By Tasha Mahurin
tasha@knoxfocus.com
Anyone in the auction business will tell you that each item has a story. And while every item has worth, often it is the story behind an item that determines its true value. This week at Fountain City Auction, a model train collection will be featured, and its story extends far beyond that of any ordinary hobby.
Jerry Lee Long was born in 1951. The Knoxville native graduated from Fulton High School. While at Fulton High School, he studied drafting. During his senior year, he took a part time job at KUB where he continued to work for thirty years before retiring.
Throughout the years Jerry was a Cub Scout, a Boy Scout, an EMT, a Volunteer at Sevier County Rescue Squad, as well as a volunteer counselor at several alcohol/drug rehabilitation centers. He often played Santa Claus at Christmas either for children’s charities or the Sertoma Center. By all accounts, he loved helping people in any way he could.
Jerry also loved the outdoors and spent a great deal of time backpacking, camping, and hiking in the Great Smoky Mountains National Park. He loved traveling, photography, history, reading, playing cards, story–telling, gardening, and bird watching. His real passion, however, was HO Scale Model Trains.
After retiring from KUB, he put his years of expertise in mechanical drawing and planning and his love of HO Scale Model Trains into action. Jerry drew plans and reconstructed two rooms of his home into a miniature city complete with railroads running throughout.
The process took years to complete.
“Being his sister, I always wanted to know how this operated and he would always say: ‘Wait till it’s finished’,” Glenda Noe told The Focus.
He installed switchboards, transformers, and control centers. These control centers operated numerous tracks that ran throughout the city. The model trains traveled through underground tunnels, over bridges, around mountains, and around the edge of trout streams where figurines fly-fished. The Southern Railway, The Virginian, and the L&N all traveled through Jerry’s city.
In addition to scouring the Internet, Jerry often traveled to trade shows and hobby shops to purchase the pieces used in his display. He individually painted many of the pieces and meticulously constructed rivers and greenways throughout his model city- which was also ‘home’ to a Coca Cola Bottling Company, Con Agra, the L&N Depot, White Lily Flour Company, JFG Coffee, and a Home Depot, among others. Model airplanes flew overhead.
Jerry passed away in December of 2012. In his home, a tunnel extended from one room to another. In the second room, a not-yet-completed Barnum and Bailey Circus, and other partially assembled exhibits and trains were found.
“Not knowing what to do with this collection we contacted Fountain City Auction Company. I would love to see someone purchase his train collection and enjoy it as much as he did,” Noe added.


» TASK OBJECTIVE
Leave out the images and set down the records below exactly.

» Source data
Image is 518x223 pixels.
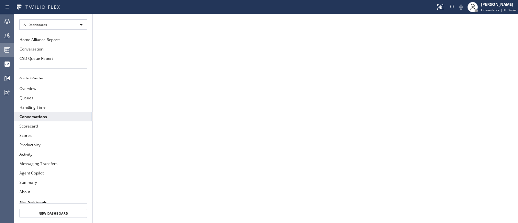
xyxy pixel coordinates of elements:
button: Scores [14,131,92,140]
button: Messaging Transfers [14,159,92,168]
button: Queues [14,93,92,103]
button: Agent Copilot [14,168,92,178]
button: Mute [456,3,465,12]
button: Handling Time [14,103,92,112]
span: Unavailable | 1h 7min [481,8,516,12]
button: CSD Queue Report [14,54,92,63]
button: About [14,187,92,196]
button: Conversation [14,44,92,54]
button: Productivity [14,140,92,150]
button: Conversations [14,112,92,121]
button: Activity [14,150,92,159]
button: New Dashboard [19,209,87,218]
div: [PERSON_NAME] [481,2,516,7]
button: Home Alliance Reports [14,35,92,44]
button: Summary [14,178,92,187]
button: Overview [14,84,92,93]
div: All Dashboards [19,19,87,30]
iframe: dashboard_a770a674769b [93,14,518,223]
li: Control Center [14,74,92,82]
li: Pilot Dashboards [14,198,92,206]
button: Scorecard [14,121,92,131]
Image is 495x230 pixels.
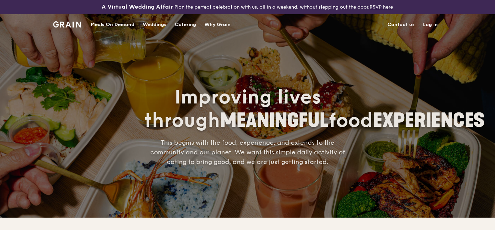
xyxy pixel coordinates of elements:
div: Weddings [143,14,166,35]
a: Log in [418,14,442,35]
div: Meals On Demand [91,14,134,35]
a: GrainGrain [53,14,81,34]
img: Grain [53,21,81,28]
div: Why Grain [204,14,230,35]
div: Catering [175,14,196,35]
a: Weddings [138,14,170,35]
span: Improving lives through food [144,86,484,133]
span: This begins with the food, experience, and extends to the community and our planet. We want this ... [150,139,345,166]
a: RSVP here [369,4,393,10]
a: Contact us [383,14,418,35]
span: EXPERIENCES [373,109,484,132]
h3: A Virtual Wedding Affair [102,3,173,11]
a: Catering [170,14,200,35]
span: MEANINGFUL [220,109,328,132]
a: Why Grain [200,14,235,35]
div: Plan the perfect celebration with us, all in a weekend, without stepping out the door. [82,3,412,11]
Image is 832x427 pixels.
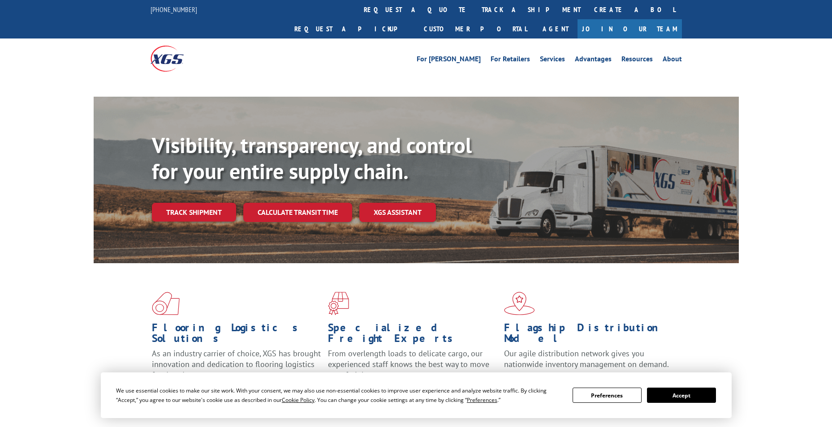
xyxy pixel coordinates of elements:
a: Track shipment [152,203,236,222]
b: Visibility, transparency, and control for your entire supply chain. [152,131,472,185]
span: Our agile distribution network gives you nationwide inventory management on demand. [504,349,669,370]
span: Preferences [467,397,497,404]
a: Agent [534,19,578,39]
button: Accept [647,388,716,403]
a: Join Our Team [578,19,682,39]
a: Customer Portal [417,19,534,39]
a: For [PERSON_NAME] [417,56,481,65]
h1: Flooring Logistics Solutions [152,323,321,349]
a: [PHONE_NUMBER] [151,5,197,14]
img: xgs-icon-focused-on-flooring-red [328,292,349,315]
button: Preferences [573,388,642,403]
a: For Retailers [491,56,530,65]
span: Cookie Policy [282,397,315,404]
a: About [663,56,682,65]
a: Calculate transit time [243,203,352,222]
div: We use essential cookies to make our site work. With your consent, we may also use non-essential ... [116,386,562,405]
span: As an industry carrier of choice, XGS has brought innovation and dedication to flooring logistics... [152,349,321,380]
p: From overlength loads to delicate cargo, our experienced staff knows the best way to move your fr... [328,349,497,389]
img: xgs-icon-flagship-distribution-model-red [504,292,535,315]
a: Advantages [575,56,612,65]
a: Services [540,56,565,65]
a: Request a pickup [288,19,417,39]
h1: Specialized Freight Experts [328,323,497,349]
a: Resources [622,56,653,65]
h1: Flagship Distribution Model [504,323,674,349]
img: xgs-icon-total-supply-chain-intelligence-red [152,292,180,315]
a: XGS ASSISTANT [359,203,436,222]
div: Cookie Consent Prompt [101,373,732,419]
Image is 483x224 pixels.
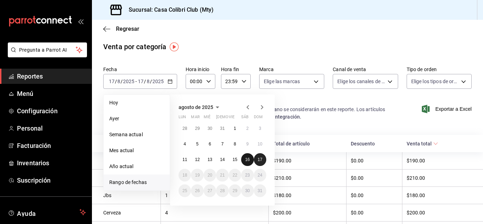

» WRITTEN SOLUTION
Image is 518x223 pixels.
xyxy pixel coordinates of elements:
button: Scores [14,131,92,140]
button: Messaging Transfers [14,159,92,168]
button: Queues [14,93,92,103]
button: Agent Copilot [14,168,92,178]
button: Mute [456,3,465,12]
button: Handling Time [14,103,92,112]
span: Unavailable | 1h 7min [481,8,516,12]
button: CSD Queue Report [14,54,92,63]
button: About [14,187,92,196]
button: Conversation [14,44,92,54]
button: Productivity [14,140,92,150]
button: Conversations [14,112,92,121]
button: Activity [14,150,92,159]
button: New Dashboard [19,209,87,218]
div: [PERSON_NAME] [481,2,516,7]
button: Home Alliance Reports [14,35,92,44]
button: Summary [14,178,92,187]
button: Overview [14,84,92,93]
div: All Dashboards [19,19,87,30]
iframe: dashboard_a770a674769b [93,14,518,223]
li: Control Center [14,74,92,82]
li: Pilot Dashboards [14,198,92,206]
button: Scorecard [14,121,92,131]
Image is 495x230 pixels.
xyxy pixel coordinates of elements:
div: Weddings [143,14,166,35]
a: Log in [418,14,442,35]
div: Meals On Demand [91,14,134,35]
a: GrainGrain [53,14,81,34]
img: Grain [53,21,81,28]
div: Why Grain [204,14,230,35]
div: Catering [175,14,196,35]
a: Weddings [138,14,170,35]
span: Improving lives through food [144,86,484,133]
span: This begins with the food, experience, and extends to the community and our planet. We want this ... [150,139,345,166]
a: RSVP here [369,4,393,10]
a: Contact us [383,14,418,35]
span: EXPERIENCES [373,109,484,132]
h3: A Virtual Wedding Affair [102,3,173,11]
a: Catering [170,14,200,35]
span: MEANINGFUL [220,109,328,132]
a: Why Grain [200,14,235,35]
div: Plan the perfect celebration with us, all in a weekend, without stepping out the door. [82,3,412,11]
Image is 832x427 pixels.
xyxy pixel coordinates of elements:
a: Track shipment [152,203,236,222]
b: Visibility, transparency, and control for your entire supply chain. [152,131,472,185]
span: Our agile distribution network gives you nationwide inventory management on demand. [504,349,669,370]
span: Preferences [467,397,497,404]
a: Agent [534,19,578,39]
button: Accept [647,388,716,403]
a: Join Our Team [578,19,682,39]
a: Customer Portal [417,19,534,39]
a: For [PERSON_NAME] [417,56,481,65]
h1: Flooring Logistics Solutions [152,323,321,349]
a: [PHONE_NUMBER] [151,5,197,14]
img: xgs-icon-focused-on-flooring-red [328,292,349,315]
button: Preferences [573,388,642,403]
a: For Retailers [491,56,530,65]
span: Cookie Policy [282,397,315,404]
a: About [663,56,682,65]
a: Calculate transit time [243,203,352,222]
div: We use essential cookies to make our site work. With your consent, we may also use non-essential ... [116,386,562,405]
span: As an industry carrier of choice, XGS has brought innovation and dedication to flooring logistics... [152,349,321,380]
p: From overlength loads to delicate cargo, our experienced staff knows the best way to move your fr... [328,349,497,389]
img: xgs-icon-flagship-distribution-model-red [504,292,535,315]
a: Advantages [575,56,612,65]
a: Services [540,56,565,65]
a: Request a pickup [288,19,417,39]
h1: Specialized Freight Experts [328,323,497,349]
a: Resources [622,56,653,65]
h1: Flagship Distribution Model [504,323,674,349]
img: xgs-icon-total-supply-chain-intelligence-red [152,292,180,315]
a: XGS ASSISTANT [359,203,436,222]
div: Cookie Consent Prompt [101,373,732,419]
Image is 483x224 pixels.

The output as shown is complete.